From the AURA index Region

Kawamoto, Shimane

municipality

image · pastoral × balanced (proxy)
Shimane / Kawamoto
A reading of this place

The Gonokawa River cuts through Kawamoto from northeast to southwest, carving a corridor between the steep ridges of the Chugoku Mountains. The town sits in that corridor — not hidden, but enclosed, the way mountain valleys tend to hold their own logic. During the Edo period, the silver trade from the Iwami Ginzan mines brought the area under direct shogunate control as tenryō, and traces of that administrative weight still show in the way the town once anchored the surrounding Ochi district.

Along National Route 261, the roadside station carries local produce — ayu from the river, dried persimmons pressed into anpo-gaki, West Shimane's Saijō kakis, and small packets of egoma. The tea grown along the Gonokawa, known as Ekawa-cha, is a quiet specialty that rarely travels far. At Yutani Onsen, the town-run bath facility Miyamaso offers a sodium-chloride spring, the kind of weekday soak where the water does the talking. The old temple Chōkōji holds a wooden pillow said to contain the head of a baku — a small, strange thing to encounter in a mountain town, but such things accumulate in places with long memories.

In 1985, Kawamoto declared itself a "town of music," and the Yuyu Furusato Kaikan now hosts concerts and events including the Iwami Kagura performances and the annual music and arts festival. The Sanko Line, which once threaded through these mountains, was fully discontinued in 2018, and bus routes now carry the work of connection. The town continues on its own terms — persimmon orchors, river fish, kagura drums.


**What to do**
Span requested from the data below: the line with "Give me the" through the line with "Convert this screenshot", both included. Give only these lines again, exactly, and leave every picture out.

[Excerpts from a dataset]
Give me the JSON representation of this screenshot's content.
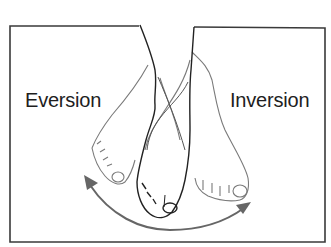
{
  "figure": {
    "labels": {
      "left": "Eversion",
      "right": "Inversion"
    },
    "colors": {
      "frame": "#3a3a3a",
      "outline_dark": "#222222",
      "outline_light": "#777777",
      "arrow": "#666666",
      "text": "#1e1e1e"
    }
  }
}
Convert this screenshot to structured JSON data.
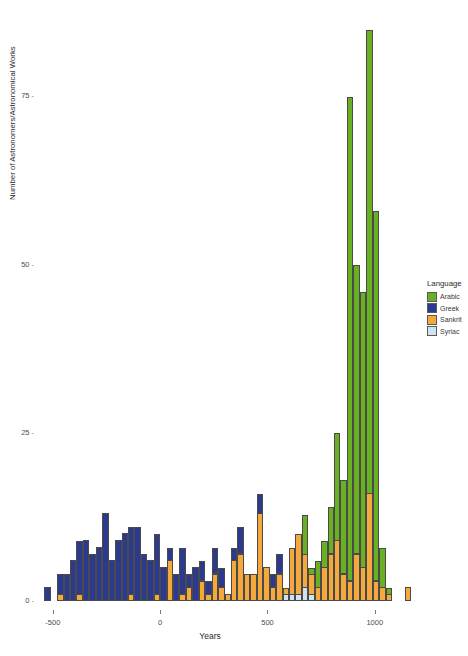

...

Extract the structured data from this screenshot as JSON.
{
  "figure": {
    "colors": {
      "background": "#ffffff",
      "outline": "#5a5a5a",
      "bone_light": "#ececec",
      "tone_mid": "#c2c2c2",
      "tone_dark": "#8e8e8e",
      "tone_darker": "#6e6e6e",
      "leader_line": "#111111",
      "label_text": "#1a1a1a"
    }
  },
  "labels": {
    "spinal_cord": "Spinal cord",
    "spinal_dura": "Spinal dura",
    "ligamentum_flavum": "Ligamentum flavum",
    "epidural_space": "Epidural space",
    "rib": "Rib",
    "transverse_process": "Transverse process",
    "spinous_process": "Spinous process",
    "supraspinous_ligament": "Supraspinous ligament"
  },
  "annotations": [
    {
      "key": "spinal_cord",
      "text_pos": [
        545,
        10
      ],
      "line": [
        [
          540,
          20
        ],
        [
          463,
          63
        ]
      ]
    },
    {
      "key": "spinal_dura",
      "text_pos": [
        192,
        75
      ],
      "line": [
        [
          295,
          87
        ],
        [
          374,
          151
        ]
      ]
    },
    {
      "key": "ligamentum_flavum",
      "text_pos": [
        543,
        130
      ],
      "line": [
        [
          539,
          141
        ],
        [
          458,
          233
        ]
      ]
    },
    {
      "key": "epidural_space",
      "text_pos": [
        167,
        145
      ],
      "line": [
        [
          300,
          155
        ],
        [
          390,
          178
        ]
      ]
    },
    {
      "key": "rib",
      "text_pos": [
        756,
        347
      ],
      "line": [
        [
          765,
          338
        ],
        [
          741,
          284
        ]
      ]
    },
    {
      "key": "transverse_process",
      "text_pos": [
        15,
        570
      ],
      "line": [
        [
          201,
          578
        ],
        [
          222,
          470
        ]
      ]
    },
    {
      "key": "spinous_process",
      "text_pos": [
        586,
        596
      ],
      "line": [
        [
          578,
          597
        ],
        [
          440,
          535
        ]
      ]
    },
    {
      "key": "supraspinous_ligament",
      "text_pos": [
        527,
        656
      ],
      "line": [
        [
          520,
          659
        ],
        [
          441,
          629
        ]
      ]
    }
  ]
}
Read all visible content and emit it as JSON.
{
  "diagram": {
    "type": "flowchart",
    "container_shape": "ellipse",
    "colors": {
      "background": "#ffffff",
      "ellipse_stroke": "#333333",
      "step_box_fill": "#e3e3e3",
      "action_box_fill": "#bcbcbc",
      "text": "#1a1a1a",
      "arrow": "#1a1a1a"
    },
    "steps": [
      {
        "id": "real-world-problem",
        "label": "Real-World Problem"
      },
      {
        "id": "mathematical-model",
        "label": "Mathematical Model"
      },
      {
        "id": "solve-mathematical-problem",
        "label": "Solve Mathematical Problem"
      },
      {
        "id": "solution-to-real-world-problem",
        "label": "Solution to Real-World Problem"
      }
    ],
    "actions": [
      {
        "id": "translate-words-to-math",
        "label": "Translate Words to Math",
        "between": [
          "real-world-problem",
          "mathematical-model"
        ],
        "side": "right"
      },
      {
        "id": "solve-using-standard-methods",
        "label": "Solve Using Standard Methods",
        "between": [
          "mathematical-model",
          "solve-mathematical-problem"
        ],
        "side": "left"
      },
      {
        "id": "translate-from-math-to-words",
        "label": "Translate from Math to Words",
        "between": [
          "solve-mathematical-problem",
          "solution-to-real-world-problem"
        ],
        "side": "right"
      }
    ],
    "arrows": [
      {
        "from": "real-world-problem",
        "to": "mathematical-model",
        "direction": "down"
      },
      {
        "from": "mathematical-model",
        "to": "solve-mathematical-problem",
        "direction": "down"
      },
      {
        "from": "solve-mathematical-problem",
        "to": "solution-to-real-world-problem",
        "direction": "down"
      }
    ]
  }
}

...

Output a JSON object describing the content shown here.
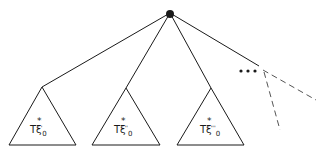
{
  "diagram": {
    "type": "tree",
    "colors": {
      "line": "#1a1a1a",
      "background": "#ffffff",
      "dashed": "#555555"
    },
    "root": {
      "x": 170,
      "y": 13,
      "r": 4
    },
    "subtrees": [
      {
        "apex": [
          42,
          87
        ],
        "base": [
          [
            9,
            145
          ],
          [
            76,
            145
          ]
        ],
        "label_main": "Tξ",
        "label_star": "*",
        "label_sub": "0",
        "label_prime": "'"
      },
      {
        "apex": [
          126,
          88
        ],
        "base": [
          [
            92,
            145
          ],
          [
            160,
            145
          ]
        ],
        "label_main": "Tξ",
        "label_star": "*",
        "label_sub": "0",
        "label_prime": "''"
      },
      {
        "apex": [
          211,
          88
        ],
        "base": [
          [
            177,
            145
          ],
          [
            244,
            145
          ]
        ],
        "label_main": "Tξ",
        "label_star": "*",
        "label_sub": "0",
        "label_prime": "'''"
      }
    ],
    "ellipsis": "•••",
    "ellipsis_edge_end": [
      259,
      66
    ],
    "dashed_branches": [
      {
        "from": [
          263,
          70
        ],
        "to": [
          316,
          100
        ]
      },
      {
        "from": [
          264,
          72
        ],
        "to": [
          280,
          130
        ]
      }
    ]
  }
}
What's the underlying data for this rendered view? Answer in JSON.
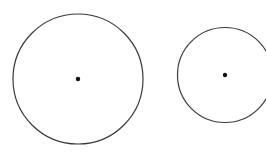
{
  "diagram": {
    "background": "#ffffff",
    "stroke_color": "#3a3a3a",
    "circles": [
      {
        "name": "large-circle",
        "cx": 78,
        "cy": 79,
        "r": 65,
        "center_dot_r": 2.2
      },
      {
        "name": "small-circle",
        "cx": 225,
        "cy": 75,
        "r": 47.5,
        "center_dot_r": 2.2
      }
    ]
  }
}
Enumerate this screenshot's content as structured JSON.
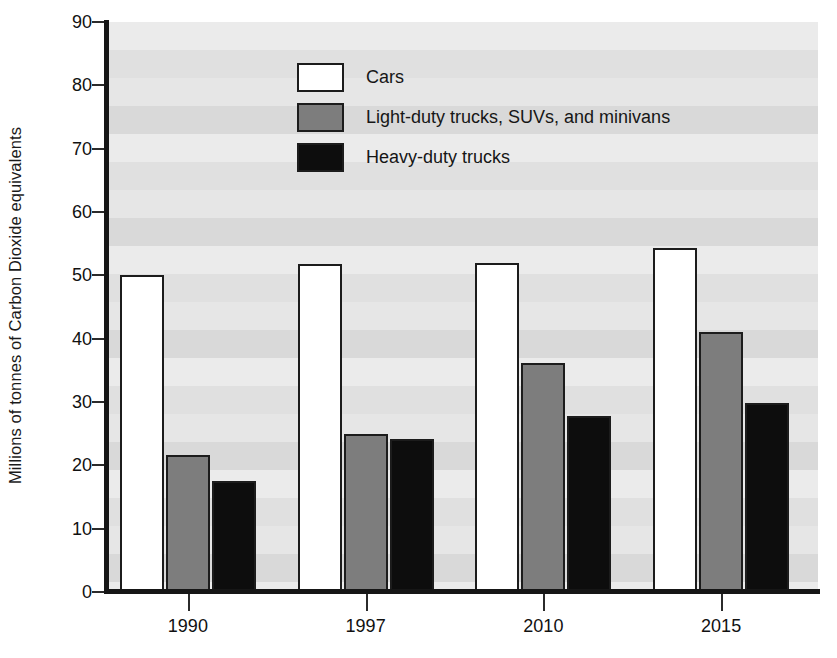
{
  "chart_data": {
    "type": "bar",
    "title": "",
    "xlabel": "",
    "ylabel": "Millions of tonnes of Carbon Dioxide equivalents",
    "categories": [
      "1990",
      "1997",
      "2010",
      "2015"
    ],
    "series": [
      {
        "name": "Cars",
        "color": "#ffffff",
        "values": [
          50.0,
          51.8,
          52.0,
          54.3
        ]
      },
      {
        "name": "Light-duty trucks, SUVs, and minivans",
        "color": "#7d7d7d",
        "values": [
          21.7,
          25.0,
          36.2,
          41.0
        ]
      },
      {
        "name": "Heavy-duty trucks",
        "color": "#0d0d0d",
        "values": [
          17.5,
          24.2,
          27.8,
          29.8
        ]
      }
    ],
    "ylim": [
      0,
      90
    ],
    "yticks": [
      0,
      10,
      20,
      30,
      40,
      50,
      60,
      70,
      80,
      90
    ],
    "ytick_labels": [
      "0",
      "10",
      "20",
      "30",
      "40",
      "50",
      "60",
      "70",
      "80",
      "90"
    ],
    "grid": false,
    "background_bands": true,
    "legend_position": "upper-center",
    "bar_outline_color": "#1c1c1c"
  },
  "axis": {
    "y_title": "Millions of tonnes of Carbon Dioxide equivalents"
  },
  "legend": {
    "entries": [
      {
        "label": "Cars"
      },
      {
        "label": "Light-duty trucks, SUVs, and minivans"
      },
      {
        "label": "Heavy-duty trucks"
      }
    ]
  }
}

**Response box**
Give me the JSON representation of this screenshot's content.
{
  "figure": {
    "labels": {
      "left": "Eversion",
      "right": "Inversion"
    },
    "colors": {
      "frame": "#3a3a3a",
      "outline_dark": "#222222",
      "outline_light": "#777777",
      "arrow": "#666666",
      "text": "#1e1e1e"
    }
  }
}
Convert this screenshot to structured JSON data.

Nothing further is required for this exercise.